Diamond or Hardaway shared analytics from their page and others showing how a “liberal” with fewer than 500,000 followers garnered almost 20 million in views where a video they posted to their 1.2 million followers generated 37,000 views. After they complained and Facebook corrected the “problem” Congress was told they posted the same video and it generated about 500,000 views.
YouTube simply labeled their videos “hate speech” and de-monetized their content.
Hardaway wasn’t playing with Zuckerberg when she accused him of interfering with the elections with his arbitrary and artificial intelligence censorship of conservative “thought.”

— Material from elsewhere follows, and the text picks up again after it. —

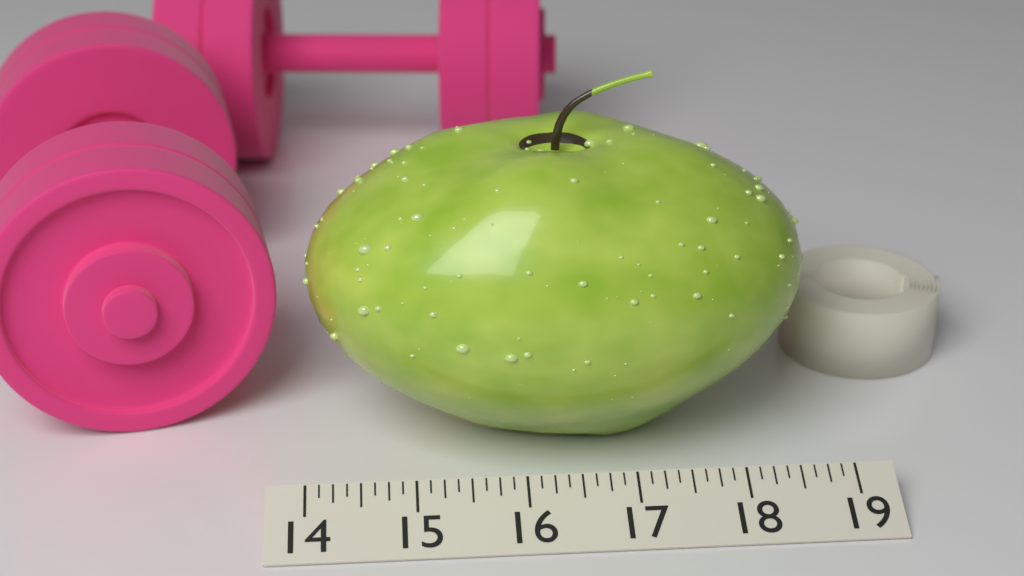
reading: 18.750 (no unit)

While Hines sought to diminish the substance of their free speech discussion, and members of Congress asked them questions about the money they earned that hadn’t been asked of any other persons offering testimony, their censorship should also be generating a much larger national discussion than the one that’s currently taking place.
There are government agencies with social media accounts on Facebook and Twitter. Federal, state and local elected officials have social media pages where they communicate officially to their constituents and others. Political parties with opposing views in damn near every county in the nation have social media pages. The idea that Facebook’s human and artificial intelligence censors could determine that an official statement contains offensive thoughts and block its release to citizens who have a legal need to know the information is dangerous.
Republicans “chose” Diamond and Silk to testify about Zuckerberg’s bias-driven and irrational censorship. As Descendants of Slaves they have a deeper loyalty and longer history in the USA than Zuckerberg’s ancestors; and a deeper investment in the message citizens like them can receive from the nation’s elected officials.
But there are other players in the back and foreground of Zuckerberg’s censorship of thought in the United States that should put him in the crosshairs of a federal prosecutor.

Zuckerberg operates in the USA and is a citizen of this nation. His corporation has entered an agreement with Israel to “monitor and control content” that leads to negative thoughts about the Israeli government’s acts on the world stage.
Zuckerberg’s employees met with Israeli interior minister Gilad Erdan and justice minister Ayelet Shaked and agreed to create teams that would monitor and remove inflammatory content in and around Israel and the world. Individuals who make comments that are deemed not in the Israeli government’s best interest are flagged. Zuckerberg also agreed to turnover information to Israeli authorities. In Jerusalem their secret agreement has resulted in Palestinians being arrested for criticizing the government and not committing any acts of violence attorney Mahmoud Hassan told a reporter for the Independent.
Facebook “imperialistically” issued a statement to the world about that it had an agreement with the Israeli government and it was no one else’s business. Zuckerberg hasn’t reported the publicly-traded corporation’s secret deal with the Israeli government to Congress in two appearances. It’s not in his Series 10K filing with the Securities & Exchange Commission. He’s not registered with the U.S. Department of Justice as a possible unregistered foreign agent.
Zuckerberg’s decision to censor Diamond and Silk opened a new perspective about the independent acts he’s engaged in with the Israeli government and just who and what his human and artificial censors are targeting as promoters of “hate speech.”
When Zuckerberg’s employees spoke to the Guardian in 2016 they shared that the hate speech focus was supposed to be on terrorism.
” … there is no place for terrorists or content that promotes terrorism on Facebook” the Guardian reported.
Diamond and Silk don’t look anything like terrorists. Zuckerberg’s secret collaboration with the Israeli government looks troublesome.